U.S. House Republicans on Tuesday insisted they will proceed with a fiscal 2017 budget plan despite a flat-out rejection from their party’s fiscal hawks that poses an important test of Speaker Paul Ryan’s leadership.

The $3.9 trillion proposal, which the House Budget Committee hopes to embrace formally on Wednesday for an eventual floor vote, would provide Ryan with a first step in his political goal of uniting the Republican Party behind a detailed policy plan ahead of November’s presidential and congressional elections. The plan aims to achieve a balanced budget within a decade.

“I promise in this speakership that we’re not going to have a top-down, cram-it-down-people’s-throat kind of leadership,” Ryan told reporters.

“We’re going to make decisions as a team. We’re going to push power out to the members, and we’re going to make a team decision on this issue,” he said.

But the House Freedom Caucus, which includes dozens of outspoken conservatives who dethroned Ryan’s predecessor, John Boehner, has been complaining for months about a $1.07 trillion ceiling for discretionary spending that was enacted into law last November. It says the cap should be $30 billion lower and has warned leaders of its opposition.

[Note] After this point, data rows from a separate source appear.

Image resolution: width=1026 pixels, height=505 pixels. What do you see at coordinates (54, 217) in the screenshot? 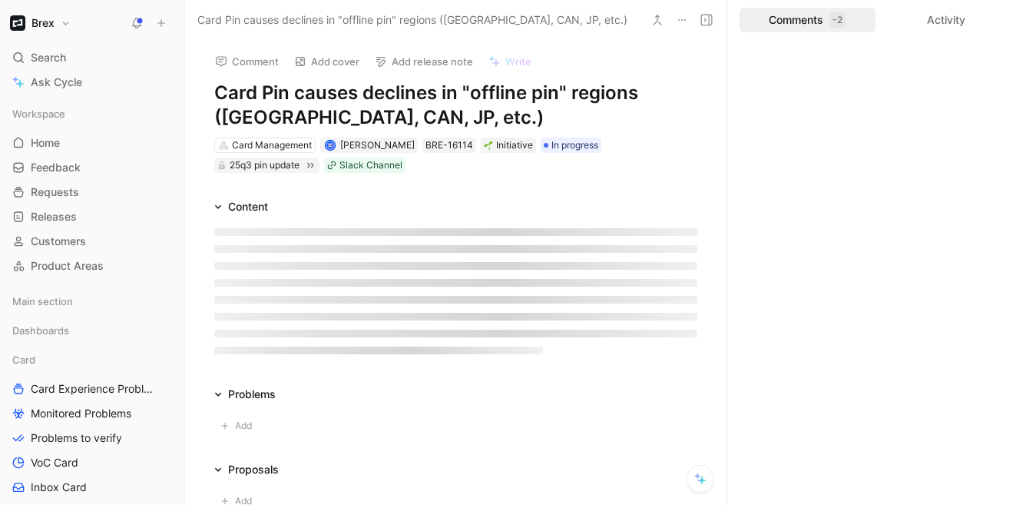
I see `span: Releases` at bounding box center [54, 217].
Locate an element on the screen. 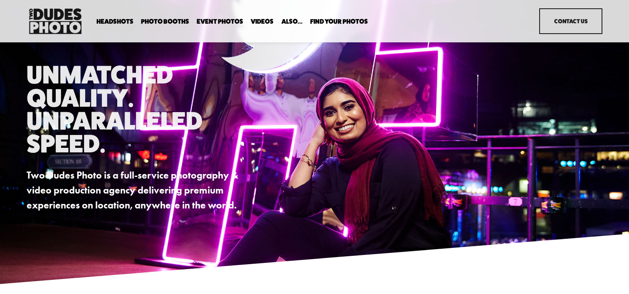 Image resolution: width=629 pixels, height=294 pixels. h1: Unmatched Quality. Unparalleled Speed. is located at coordinates (133, 109).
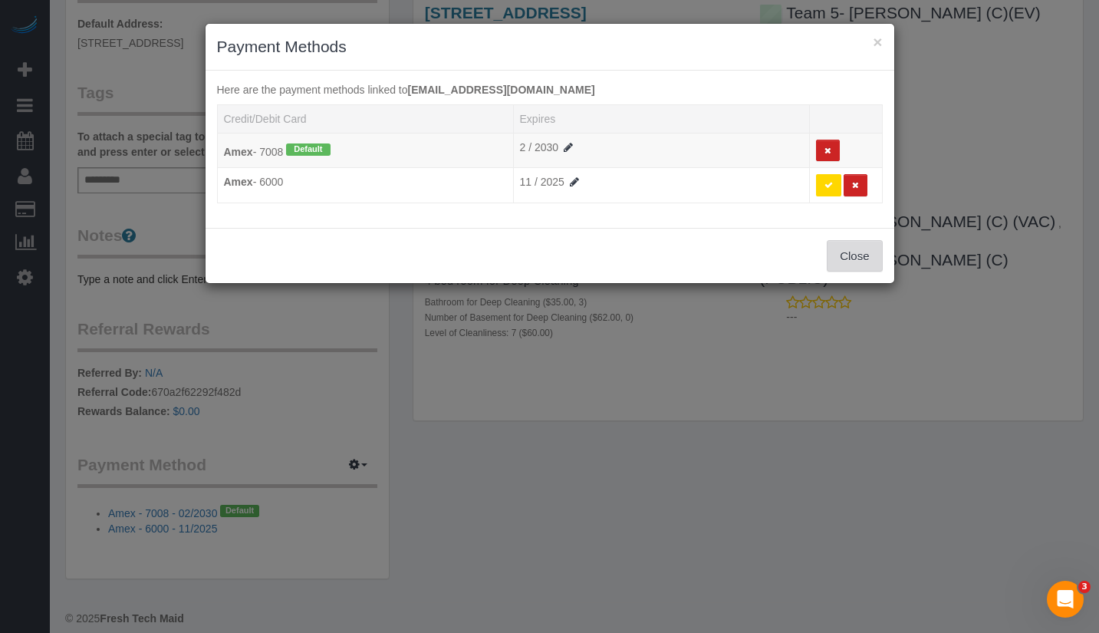 The width and height of the screenshot is (1099, 633). What do you see at coordinates (661, 118) in the screenshot?
I see `th: Expires` at bounding box center [661, 118].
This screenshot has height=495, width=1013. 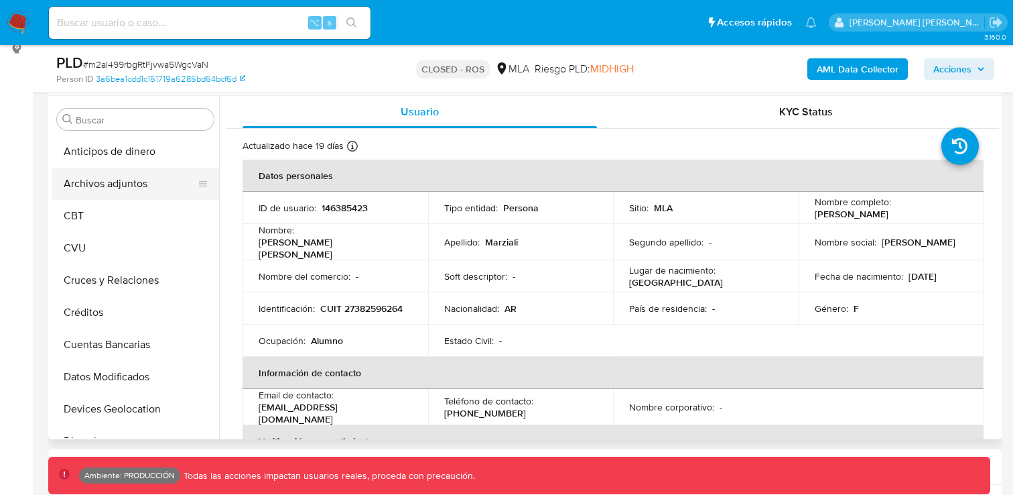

Several Freedom Caucus members sit on the House budget panel, including Representative Dave Brat, a Virginia Republican who described the group’s position as mainstream: “We’re where the American people want us to be.” Brat said he was leaning toward voting against the proposal in a committee work-session set for Wednesday.

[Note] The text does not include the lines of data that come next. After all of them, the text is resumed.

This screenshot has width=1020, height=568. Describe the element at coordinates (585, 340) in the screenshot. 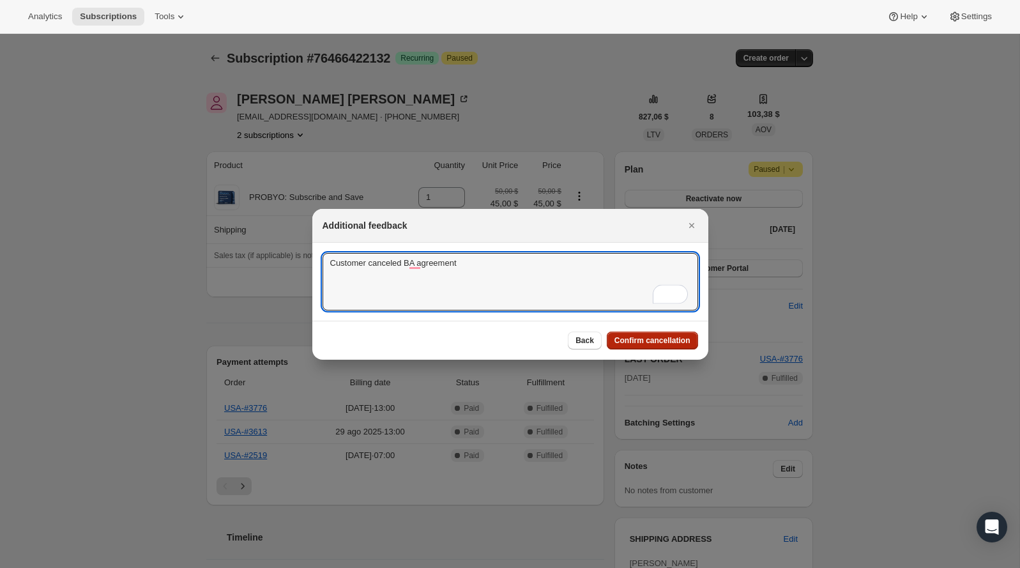

I see `span: Back` at that location.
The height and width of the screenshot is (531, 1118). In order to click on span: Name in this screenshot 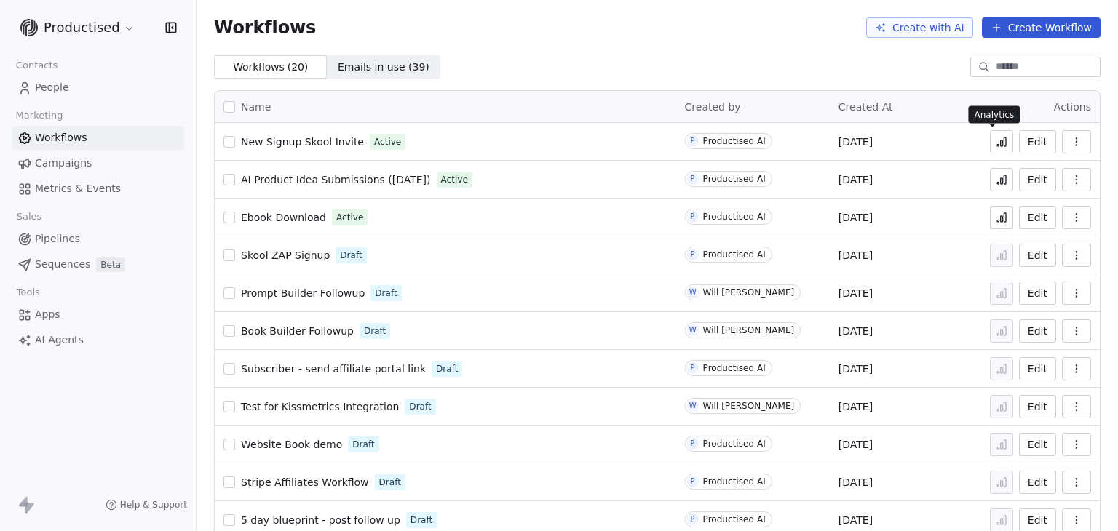, I will do `click(255, 107)`.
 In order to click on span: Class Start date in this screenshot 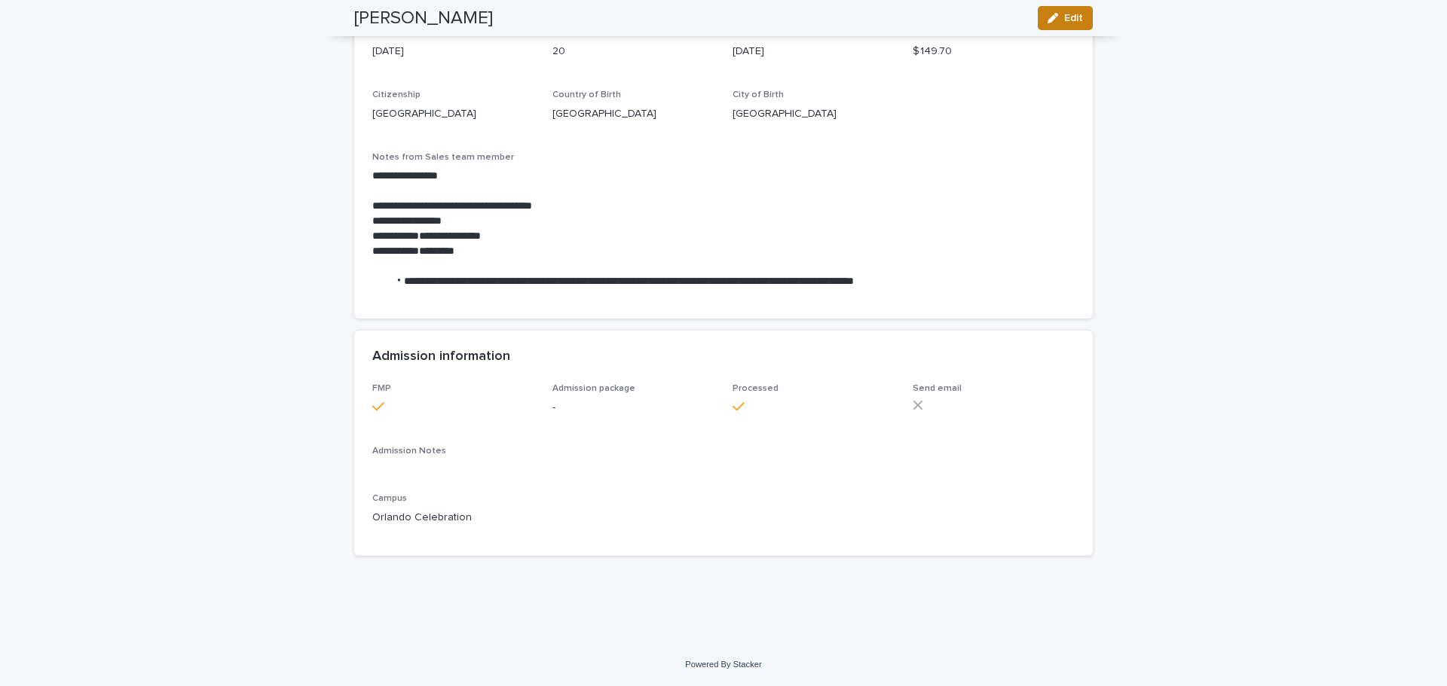, I will do `click(407, 32)`.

Stubborn opposition among Freedom Caucus members, despite weeks of behind-the-scene talks among House Republicans, call into question the ability of party leaders to muster the 218 votes needed to pass the budget without help from the chamber’s 188 Democrats.

Rep. Chris Van Hollen of Maryland, the panel’s top Democrat, slammed the Republican proposal as a plan that would hurt the middle class and harm the Medicare healthcare program for the elderly and disabled.

Democratic attacks and fiscal hawk opposition are leading some Republicans to call for a seldom-used “Queen of the Hill” strategy that would allow members to consider different proposals but deem the one with the most votes as having passed the chamber.

The budget blueprint is nonbinding, meaning it is not subject to President Barack Obama’s approval. But it provides guidance to appropriators as they write bills to fund an array of government programs beginning Oct. 1, the start of the next fiscal year.